This post is by Alison Holcomb, drug policy director of the ACLU of Washington.

Let’s be clear: Senate Bill 5073, the medical marijuana legislation moving through the state legislature, isn’t perfect. Different stakeholders with different motivations have made a lot of changes to it along the way. It’s no one’s ideal bill. The bottom line is whether it helps patients. And for patients, this bill is a tremendous improvement over current law.

Before I came to work for the ACLU of Washington, I was a criminal defense lawyer for more than a decade. I defended King County’s first medical marijuana trial. I have represented and counseled too many patients.

A memory that will never fade is my first meeting with a couple who had just experienced a raid on their rural Washington home. A dozen men dressed in black and carrying semi-automatic weapons crashed through their front door before dawn. The couple jumped out of bed and ran to the hall. Their teenage son had done the same. This couple’s first image that morning was strangers in black shouting at their son to get face down on the floor while pointing guns at his head.

These were police, not robbers.

I struggled to maintain my professional demeanor as I watched this boy’s father tremble, try to fight back tears, and haltingly tell me how helpless he felt, how scared he was that his son was about to die.

His wife, you see, was a medical marijuana patient, and she was growing her own supply of plants. She was also growing some marijuana for another man who had cancer. The marijuana helped him keep food down. He died shortly after the couple was raided and their plants destroyed.

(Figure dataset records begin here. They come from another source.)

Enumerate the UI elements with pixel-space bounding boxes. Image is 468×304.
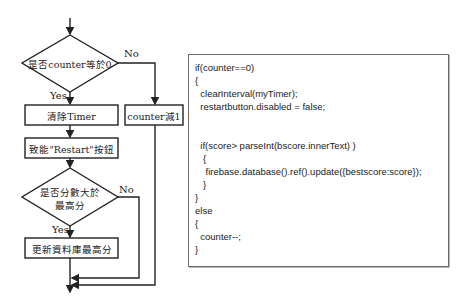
- decision-score-line2: 最高分: [22, 198, 118, 212]
- code-line: {: [195, 218, 198, 229]
- code-line: firebase.database().ref().update({bestsc…: [195, 166, 422, 177]
- decision2-yes-label: Yes: [52, 224, 69, 235]
- process-counter-decrement: counter減1: [125, 109, 183, 123]
- decision-counter-zero: 是否counter等於0: [22, 57, 118, 71]
- decision2-no-label: No: [119, 184, 134, 195]
- code-line: counter--;: [195, 231, 241, 242]
- code-line: }: [195, 244, 198, 255]
- decision1-yes-label: Yes: [50, 90, 67, 101]
- process-clear-timer: 清除Timer: [25, 109, 118, 123]
- code-line: clearInterval(myTimer);: [195, 88, 298, 99]
- decision1-no-label: No: [124, 48, 139, 59]
- code-line: {: [195, 75, 198, 86]
- code-line: if(score> parseInt(bscore.innerText) ): [195, 140, 356, 151]
- code-line: }: [195, 179, 206, 190]
- process-update-db: 更新資料庫最高分: [25, 242, 118, 256]
- code-line: }: [195, 192, 198, 203]
- code-line: else: [195, 205, 212, 216]
- code-line: if(counter==0): [195, 62, 254, 73]
- decision-score-line1: 是否分數大於: [22, 185, 118, 199]
- code-panel: if(counter==0) { clearInterval(myTimer);…: [188, 54, 449, 267]
- code-line: restartbutton.disabled = false;: [195, 101, 325, 112]
- code-line: {: [195, 153, 206, 164]
- process-enable-restart: 致能"Restart"按鈕: [25, 142, 118, 156]
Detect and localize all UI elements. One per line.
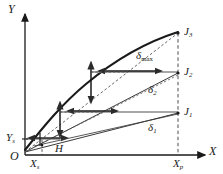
j3-subscript: 3 (189, 31, 192, 38)
deviation-label-2: δ2 (148, 84, 157, 96)
x-start-symbol: X (30, 157, 37, 169)
figure-canvas: Y X O Ys Xs Xp H J3 J2 J1 δmax δ2 δ1 (0, 0, 223, 174)
x-end-symbol: X (173, 157, 180, 169)
point-label-j3: J3 (184, 26, 192, 38)
x-end-label: Xp (173, 158, 183, 170)
j1-subscript: 1 (189, 111, 192, 118)
point-label-j2: J2 (184, 66, 192, 78)
j2-marker (176, 71, 179, 74)
delta-2-subscript: 2 (153, 89, 156, 96)
j3-marker (176, 31, 179, 34)
y-start-subscript: s (12, 137, 15, 144)
y-axis-label: Y (8, 3, 15, 15)
deviation-label-max: δmax (136, 50, 153, 62)
origin-label: O (10, 150, 19, 162)
x-start-subscript: s (37, 163, 40, 170)
h-point-label: H (55, 143, 63, 154)
span-arrow-group (34, 71, 156, 138)
x-axis-label: X (209, 145, 216, 157)
y-start-label: Ys (6, 132, 15, 144)
deviation-label-1: δ1 (148, 122, 157, 134)
x-start-label: Xs (30, 158, 39, 170)
origin-chord-b (42, 75, 178, 143)
h-marker (41, 144, 44, 147)
delta-1-subscript: 1 (153, 127, 156, 134)
construction-line-group (42, 33, 178, 155)
point-label-j1: J1 (184, 106, 192, 118)
delta-max-subscript: max (141, 55, 153, 62)
x-end-subscript: p (180, 163, 183, 170)
j1-marker (176, 111, 179, 114)
j2-subscript: 2 (189, 71, 192, 78)
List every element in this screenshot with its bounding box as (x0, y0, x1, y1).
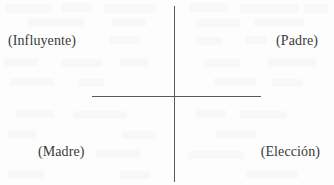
quadrant-diagram: (Influyente) (Padre) (Madre) (Elección) (0, 0, 334, 185)
horizontal-axis-line (92, 96, 261, 97)
quadrant-label-bottom-right: (Elección) (261, 145, 320, 159)
quadrant-label-top-right: (Padre) (276, 34, 318, 48)
quadrant-label-top-left: (Influyente) (8, 34, 76, 48)
vertical-axis-line (174, 6, 175, 182)
quadrant-label-bottom-left: (Madre) (38, 145, 85, 159)
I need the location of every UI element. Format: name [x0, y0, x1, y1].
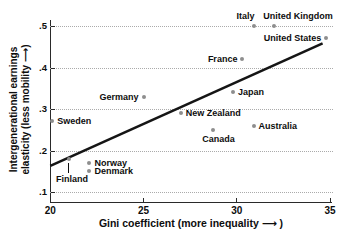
data-point-label: Italy: [237, 11, 255, 21]
gridline: [50, 26, 333, 27]
data-point-marker: [142, 95, 146, 99]
data-point-label: United States: [264, 33, 322, 43]
x-tick-mark: [143, 198, 144, 202]
data-point-marker: [211, 128, 215, 132]
data-point-marker: [67, 157, 71, 161]
gridline: [50, 151, 333, 152]
data-point-label: Canada: [202, 134, 235, 144]
trend-line: [50, 43, 322, 165]
x-tick-mark: [236, 198, 237, 202]
data-point-label: Germany: [100, 91, 139, 101]
x-tick-mark: [50, 198, 51, 202]
y-tick-mark: [51, 109, 55, 110]
data-point-marker: [50, 119, 54, 123]
y-tick-label: .3: [24, 103, 47, 114]
data-point-label: Japan: [238, 87, 264, 97]
data-point-marker: [252, 24, 256, 28]
data-point-marker: [240, 57, 244, 61]
y-tick-label: .2: [24, 145, 47, 156]
y-axis-line: [50, 20, 51, 203]
data-point-label: Australia: [259, 120, 298, 130]
y-tick-label: .5: [24, 20, 47, 31]
data-point-marker: [324, 36, 328, 40]
gridline: [50, 192, 333, 193]
x-tick-label: 30: [225, 205, 249, 216]
leader-line: [68, 163, 69, 173]
data-point-marker: [272, 24, 276, 28]
x-axis-line: [50, 202, 332, 203]
x-tick-mark: [330, 198, 331, 202]
gridline: [50, 68, 333, 69]
y-tick-label: .1: [24, 186, 47, 197]
data-point-marker: [231, 90, 235, 94]
y-tick-mark: [51, 192, 55, 193]
y-tick-mark: [51, 26, 55, 27]
x-tick-label: 35: [318, 205, 342, 216]
data-point-label: Denmark: [94, 166, 133, 176]
data-point-marker: [87, 169, 91, 173]
great-gatsby-curve-chart: Intergenerational earnings elasticity (l…: [0, 0, 346, 248]
x-tick-label: 20: [38, 205, 62, 216]
x-tick-label: 25: [132, 205, 156, 216]
y-tick-mark: [51, 151, 55, 152]
y-tick-label: .4: [24, 62, 47, 73]
data-point-label: Finland: [56, 174, 88, 184]
y-tick-mark: [51, 68, 55, 69]
data-point-marker: [179, 111, 183, 115]
data-point-label: France: [208, 54, 238, 64]
data-point-label: Sweden: [57, 116, 91, 126]
data-point-marker: [87, 161, 91, 165]
data-point-label: United Kingdom: [263, 11, 333, 21]
plot-area: .1.2.3.4.520253035SwedenFinlandNorwayDen…: [0, 0, 346, 248]
x-axis-title: Gini coefficient (more inequality ⟶ ): [50, 217, 332, 229]
data-point-label: New Zealand: [186, 108, 241, 118]
data-point-marker: [252, 124, 256, 128]
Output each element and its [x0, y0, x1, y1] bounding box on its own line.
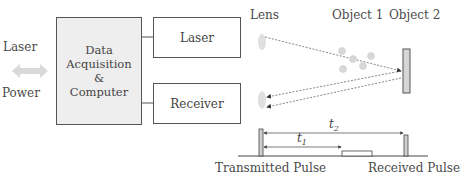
- return-beam-1: [267, 71, 401, 97]
- object1-particles: [339, 48, 375, 73]
- received-pulse-bar: [404, 135, 408, 156]
- lens-bottom-icon: [258, 91, 266, 109]
- double-arrow-icon: [12, 64, 48, 78]
- outgoing-beam: [265, 37, 401, 71]
- object2-target: [403, 49, 410, 93]
- return-beam-2: [267, 78, 401, 107]
- lens-top-icon: [258, 34, 266, 50]
- transmitted-pulse-bar: [259, 129, 263, 156]
- intermediate-pulse: [342, 151, 372, 156]
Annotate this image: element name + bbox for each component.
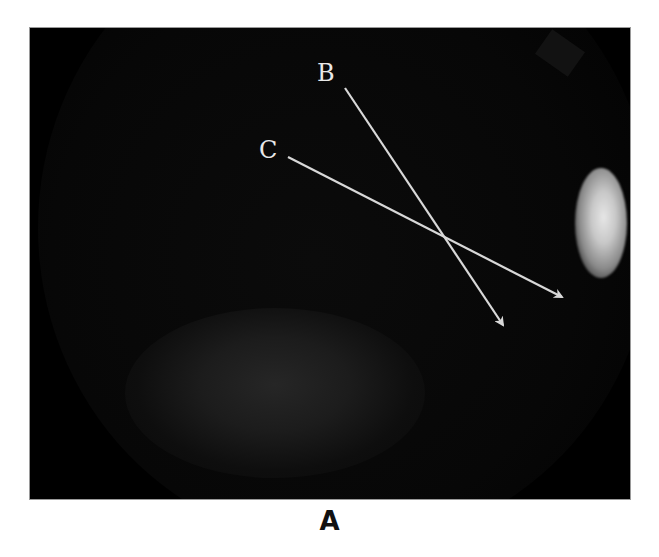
annotation-label-b: B: [317, 61, 335, 85]
arrow-c: [288, 157, 562, 297]
annotation-label-c: C: [259, 138, 277, 162]
panel-label: A: [0, 506, 659, 536]
arrow-b: [345, 88, 503, 325]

Everything that happened to this family, and to the patient they tried to help, is perfectly legal under our current medical marijuana law. Patients have nothing more than an “affirmative defense”—the opportunity to present a defense at trial, after they’ve already been raided, arrested, and dragged through court.

This has to stop.

No one suffering a terminal or debilitating medical condition should have to live in fear that people with guns might break down the door and terrorize their family.

SB 5073 can change that. It would create a patient registry with the state Department of Health that officers would be required to check before seeking a search warrant. It would exempt registered patients from arrest, search, and prosecution. And because the ACLU is concerned about the security of registries, we’ve worked with the UW Computer Science & Engineering Privacy & Security Lab to ensure this registry will feature state-of-the-art privacy-protecting features. We’ve also made sure that patients who don’t want to register still maintain the affirmative defense, plus they would get a new protection from arrest.

SB 5073 would also make dispensaries explicitly legal under state law (they’re in a gray area at best right now), licensed and regulated by the Department of Health. Cannabis growers and processors of edible products would be licensed through the Department of Agriculture. These are crucial improvements, given the U.S. Department of Justice’s 2009 memorandum committing to a policy of not going after individuals in “clear and unambiguous compliance” with state law. Wednesday, the U.S. Attorney for the Eastern District of Washington issued cease-and-desist letters to all of the dispensaries operating in Spokane because they “are not authorized under state law.” So, Spokane patients are now forced to grow their own supply (assuming they are healthy enough, have appropriate space, and don’t have to start chemo tomorrow), or send their loved ones to the black market to buy them cannabis of unknown provenance.

That is, unless our legislators pass SB 5073.

(Want to hear more? Check out "Why Legislators Need to Pass the Medical Marijuana Bill" on the ACLU home page.)